About Damned Time: New Law Could Subject Mercenary Military Contractors to Military Trial
One of many humungous problems in Iraq, as well as Afghanistan, is that groups like Blackwater and others go in with their independent contractors, do whatever they damned well please - including killing civilians (and from reports, often without any real justification for doing so) and endangering our troops - and get off scot free because the Pentagon insists they are not subject to any punishment. With the Bush Administration Pentagon, extremely egregious behavior that results in the death of innocent parties is probably cause for promotion, more no-bid contracts, and hell, maybe a Medal of Freedom.
But the Washington Post reports that this free - and most lucrative mercenary - ride may be coming to an end (OK, I see lots of problems with it, too, but something must be done to curb what has gone down over there):
Private contractors and other civilians serving with U.S. troops in Iraq and Afghanistan could be subject for the first time to military courts-martial under a new federal provision that legal scholars say is almost certain to spark constitutional challenges.Now, the embedded journalist provision is one of the specifics that bothers me. However, the way the Pentagon classifies them, this includes not just real journalists but not-even-clever-fakes such as Jerry Brooks (you know him as Geraldo Rivera but he was born Jerry Brooks) and Malevolent Michelle Malkin.

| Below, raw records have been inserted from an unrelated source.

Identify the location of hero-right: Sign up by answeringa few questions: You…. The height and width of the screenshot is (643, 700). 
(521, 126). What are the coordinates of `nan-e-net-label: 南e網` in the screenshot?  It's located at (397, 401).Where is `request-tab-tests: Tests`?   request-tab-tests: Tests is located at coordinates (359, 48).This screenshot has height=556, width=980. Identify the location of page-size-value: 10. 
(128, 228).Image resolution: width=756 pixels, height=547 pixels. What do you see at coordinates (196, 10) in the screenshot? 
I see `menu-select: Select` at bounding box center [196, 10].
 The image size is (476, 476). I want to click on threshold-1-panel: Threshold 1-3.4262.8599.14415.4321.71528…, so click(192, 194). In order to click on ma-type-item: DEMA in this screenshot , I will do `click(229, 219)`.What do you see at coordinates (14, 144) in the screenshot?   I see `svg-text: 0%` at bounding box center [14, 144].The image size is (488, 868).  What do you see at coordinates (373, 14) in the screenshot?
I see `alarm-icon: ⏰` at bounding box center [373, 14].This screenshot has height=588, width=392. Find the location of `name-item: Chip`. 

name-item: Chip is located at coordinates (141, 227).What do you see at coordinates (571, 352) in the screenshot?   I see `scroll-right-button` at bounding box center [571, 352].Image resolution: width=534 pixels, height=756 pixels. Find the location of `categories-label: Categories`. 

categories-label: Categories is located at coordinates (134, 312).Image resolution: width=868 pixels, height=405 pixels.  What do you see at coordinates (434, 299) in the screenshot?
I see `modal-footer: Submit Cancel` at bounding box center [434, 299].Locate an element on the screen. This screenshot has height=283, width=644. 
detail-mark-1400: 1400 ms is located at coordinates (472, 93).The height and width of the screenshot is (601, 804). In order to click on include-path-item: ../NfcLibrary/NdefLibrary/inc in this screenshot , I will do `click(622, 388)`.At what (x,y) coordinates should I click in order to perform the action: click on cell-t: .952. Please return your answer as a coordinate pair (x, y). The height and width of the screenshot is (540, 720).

Plus reporters in Iraq face much greater danger from the troops because the Pentagon seems to indoctrinate soldiers with the idea that the journalists are there to hurt them.
The provision, which was slipped into a spending bill at the end of the last Congress, is intended to close a long-standing loophole that critics say puts contractors in war zones above the law.
But the provision also could affect others accompanying U.S. forces in the field, including civilian government employees and embedded journalists.
The Pentagon has estimated that there are 100,000 government contractors operating in Iraq, doing such jobs as serving meals, guarding convoys and interrogating prisoners.
Critics have long complained that, unlike soldiers, contractors are rarely prosecuted for their actions, even after evidence surfaced that contractors mistreated prisoners or fired on U.S. troops.